The Penguin Book of English Song
Page 85
3. Captain Richard Keats, commanding officer of the seventy-four-gun battleship HMS Superb, which, despite its poor condition, sailed day and night across the Atlantic to engage the French fleet at Trafalgar.
4. ‘a sail set beyond the leeches of any of the principal sails during a fair wind’ (OED).
1. Walter Damrosch (1862–1950), conductor of the New York Philharmonic Society, composed the song especially for the baritone David Bispham, who sang it with great success on his tours throughout America.

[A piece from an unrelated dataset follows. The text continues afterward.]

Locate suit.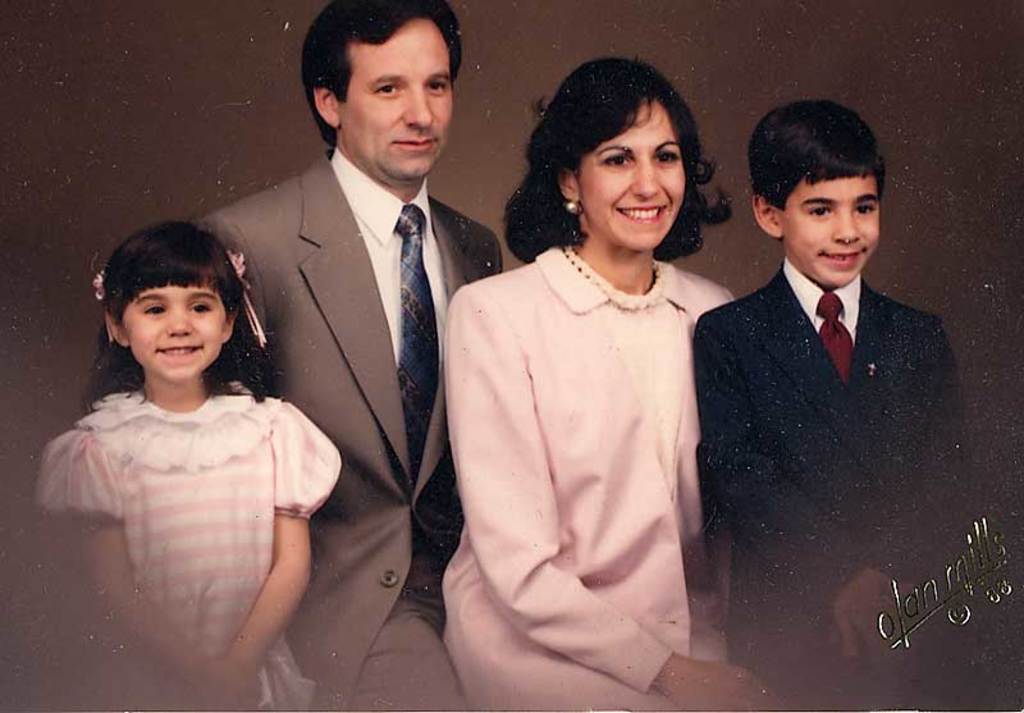
Bounding box: detection(193, 145, 503, 698).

2. The story is true. Having recorded a number of Barrack-Room Ballads (including ‘Danny Deever’, ‘Boots’, ‘On the road to Mandelay’ and ‘Gunga Din’) for EMI, Owen Brannigan received from a listener the official records from the Museum of the Royal Leicester Regiment, and wrote in the liner notes: ‘The man Kipling called “Danny Deever” was No. 2638 Private [name supplied], who was hanged at 8.15 a.m. on January 19th, 1887, with all the rights and horrors of a military execution – facing his regiment and dying on the scaffold at Lucknow, Bengal, East India, for his wilful murder of Lance Sergeant William Carmody.’
1. Grainger’s cycle consists of eleven movements, five for choir alone, while the remaining six have instrumental accompaniment. The Jungle Book has also inspired music by Charles Koechlin, whose symphonic poem occupied him from 1899 to 1950, and who set three Kipling poems in his Op. 18; and also by Miklós Rózsa, who wrote the music for Alexander Korda’s 1942 film of The Jungle Book.

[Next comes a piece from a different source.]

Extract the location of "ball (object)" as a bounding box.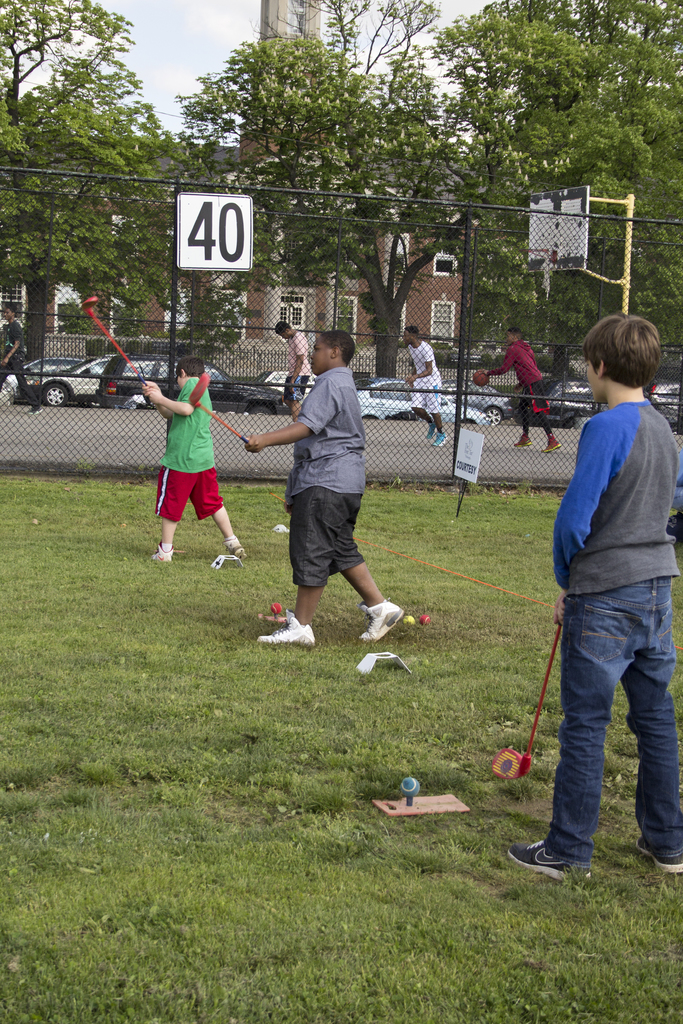
Rect(266, 603, 284, 615).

2. ‘The Inuit’ is Grainger’s own title (Kipling’s poem had none) and he wrote of this song: ‘The urge behind this poem is the very strongest and most pronounced root emotion of my life: the love of savagery, the belief that savages are sweeter and more peaceable and artistic than civilised people, the belief that primitiveness is purity and civilisation filthy corruption, the agony of seeing civilisation advance and pass its blighting hand over the world.’
3. an Arctic whale.
1. Dunhill’s ‘Half close your eyelids’ was first published in the 1900 issue of The Dome: An Illustrated Magazine and Review of Literature, Music, Architecture and the Graphic Arts, which, with the slightly later The Vocalist, contributed greatly to the renaissance of English song at the turn of the century. This is the earliest known setting of a poem by Yeats.
1. ‘I have 3 Poems, and O – a new song for mezzo soprano. One of my best, madam; that being a setting of those wistful, magical words of Yeats – “The Folly of Being Comforted”. There is one passage “O she had not these ways/When all the wild summer was in her gaze”, which will raise your hair’ (Gurney in a letter to Marion Scott, 31 October 1917, written from the Edinburgh War Hospital, Bangour, where he was recovering from gassing). The poem, for Gurney, was associated with his attachment to Nurse Annie Drummond at the hospital. Gurney hoped for a permanent relationship but she was not as serious, and it all finished sometime during 1918.
2. Lady Gregory, perhaps.
3. Maud Gonne.
4. easier not to be dazzled by Maud Gonne’s beauty.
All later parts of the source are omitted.